Ukraine’s Attorney General Resigns Amid Project Dodging Scandal

By Yuliia Dysa, Max Hunder

KYIV (Reuters) – Ukraine’s Attorney General Andriy Kostin said on Tuesday he had resigned to take responsibility for a scandal in which dozens of officials are alleged to have abused their positions to receive disability status and avoid military service.

Kostin’s resignation came after a meeting of the national security and defense council, where officials discussed how to crack down on corruption and loopholes used to get draft deferments.

It was not immediately clear whether Kostin’s resignation would have an impact on Ukraine’s efforts to hold Russia accountable for its invasion and subsequent war crimes that Kiev, its allies and the International Criminal Court accuse Moscow of.

Recently, Kostin’s office has been rocked by allegations that dozens of local officials, including prosecutors, allegedly misused their positions to obtain disability status.

“The Prosecutor General must take political responsibility for the situation in Ukraine’s tax authorities,” President Volodymyr Zelenskiy wrote in a strong statement posted on social media after the council meeting.

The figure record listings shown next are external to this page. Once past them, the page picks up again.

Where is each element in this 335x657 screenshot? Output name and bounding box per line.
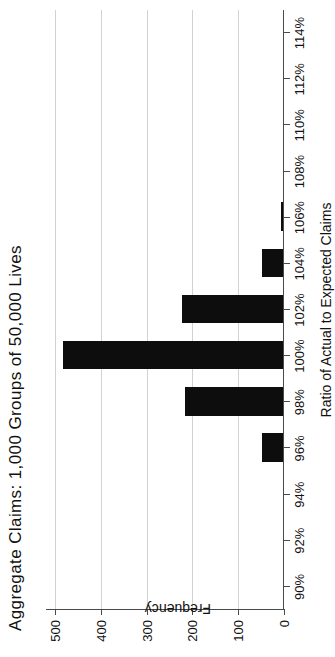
x-axis-tick-mark — [284, 447, 290, 448]
bar — [182, 295, 283, 324]
x-axis-title: Ratio of Actual to Expected Claims — [318, 10, 334, 610]
rotated-chart-canvas: Aggregate Claims: 1,000 Groups of 50,000… — [0, 0, 335, 657]
y-axis-tick-mark — [55, 609, 56, 615]
x-axis-tick-mark — [284, 586, 290, 587]
x-axis-tick-mark — [284, 263, 290, 264]
x-axis-tick-mark — [284, 494, 290, 495]
y-axis-tick-label: 400 — [93, 620, 108, 657]
x-axis-tick-label: 100% — [292, 340, 307, 373]
x-axis-tick-label: 112% — [292, 63, 307, 95]
x-axis-tick-label: 96% — [292, 435, 307, 461]
bar — [262, 433, 283, 462]
x-axis-tick-label: 114% — [292, 17, 307, 49]
y-axis-tick-label: 500 — [48, 620, 63, 657]
x-axis: Ratio of Actual to Expected Claims 90%92… — [284, 10, 334, 610]
bar — [185, 387, 283, 416]
x-axis-tick-label: 90% — [292, 574, 307, 600]
x-axis-tick-mark — [284, 217, 290, 218]
x-axis-tick-label: 108% — [292, 155, 307, 188]
x-axis-tick-mark — [284, 78, 290, 79]
x-axis-tick-label: 104% — [292, 247, 307, 280]
bar-series — [46, 10, 283, 609]
x-axis-tick-mark — [284, 32, 290, 33]
x-axis-tick-mark — [284, 355, 290, 356]
y-axis-title: Frequency — [145, 601, 211, 617]
x-axis-tick-label: 94% — [292, 482, 307, 508]
x-axis-tick-label: 106% — [292, 201, 307, 234]
x-axis-tick-mark — [284, 309, 290, 310]
y-axis-tick-mark — [101, 609, 102, 615]
x-axis-tick-mark — [284, 171, 290, 172]
y-axis-tick-label: 100 — [231, 620, 246, 657]
x-axis-tick-mark — [284, 401, 290, 402]
x-axis-tick-mark — [284, 540, 290, 541]
bar — [63, 341, 283, 370]
x-axis-tick-label: 110% — [292, 109, 307, 141]
chart-title: Aggregate Claims: 1,000 Groups of 50,000… — [6, 0, 26, 657]
y-axis-tick-mark — [238, 609, 239, 615]
y-axis-tick-label: 0 — [277, 620, 292, 657]
x-axis-tick-label: 98% — [292, 389, 307, 415]
x-axis-tick-label: 102% — [292, 293, 307, 326]
x-axis-tick-label: 92% — [292, 528, 307, 554]
bar — [281, 202, 283, 231]
bar — [262, 249, 283, 278]
y-axis-tick-label: 300 — [139, 620, 154, 657]
y-axis-tick-label: 200 — [185, 620, 200, 657]
x-axis-tick-mark — [284, 124, 290, 125]
chart-page: Aggregate Claims: 1,000 Groups of 50,000… — [0, 0, 335, 657]
plot-area: 0100200300400500 Frequency — [46, 10, 284, 610]
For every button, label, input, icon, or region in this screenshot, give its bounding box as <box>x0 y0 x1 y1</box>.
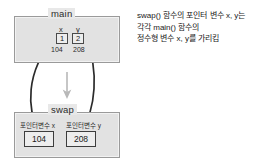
main-variable-x-value-cell: 1 <box>56 33 68 44</box>
swap-frame-title: swap <box>48 104 77 115</box>
annotation-text-block: swap() 함수의 포인터 변수 x, y는 각각 main() 함수의 정수… <box>137 10 259 45</box>
swap-pointer-x-value-cell: 104 <box>24 131 54 147</box>
swap-pointer-y-value-cell: 208 <box>66 131 96 147</box>
pointer-swap-diagram: main x y 1 2 104 208 swap 포인터변수 x 포인터변수 … <box>0 0 262 166</box>
swap-pointer-y-label: 포인터변수 y <box>66 120 101 130</box>
annotation-line-1: swap() 함수의 포인터 변수 x, y는 <box>137 10 259 22</box>
swap-pointer-x-label: 포인터변수 x <box>20 120 55 130</box>
main-variable-y-value-cell: 2 <box>72 33 84 44</box>
main-variable-y-address: 208 <box>73 46 85 53</box>
annotation-line-3: 정수형 변수 x, y를 가리킴 <box>137 33 259 45</box>
main-frame-title: main <box>48 8 75 19</box>
main-variable-x-address: 104 <box>51 46 63 53</box>
annotation-line-2: 각각 main() 함수의 <box>137 22 259 34</box>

Kostin’s resignation statement followed minutes later. The prosecutor called the situation surrounding false disability diagnoses “clearly amoral” and agreed with Zelenskiy on the need for personal responsibility.

“In this situation, I believe it is right to announce my resignation from the position of Attorney General.”

PUBLIC ANGER

The prosecutor’s office faced the brunt of public anger over the scandal after a Ukrainian journalist published a story last week saying 50 prosecutors in the western Khmelnytskyi region had been registered as disabled.

Kostin subsequently ordered an investigation, which he said had found that the number of disabled prosecutors in the region was 61, and that 50 of them had been registered as disabled before the war.

“It is very important to establish why they were granted disability status, because the proportion of such employees in the Khmelnytskyi region is very high,” he said.

The chief prosecutor’s resignation still needs to be approved by parliament, where Zelenskiy’s party has a majority. After the president’s public call for accountability, it seemed overwhelmingly likely that parliament would pass it.

“By the way, it’s not only prosecutors. There are hundreds of cases of obviously unjustified disability (status) among customs officials and prosecutors, in the pension fund system and in local administrations,” Zelenskiy said in his evening speech .

“All of this needs to be dealt with carefully and promptly.”

Zelenskiy ordered his cabinet to urgently draft a law reforming the disability assessment system so that existing medical commissions are disbanded by the end of 2024.

An executive order posted on Zelenskiy’s website after Tuesday’s meeting stipulated that the commissions’ decisions should be checked within three months by a newly created task force.

Ukraine’s domestic security service, the SBU, said on Tuesday that 64 members of medical commissions had been named as suspects in criminal investigations in 2024, and nine more had been tried and found guilty.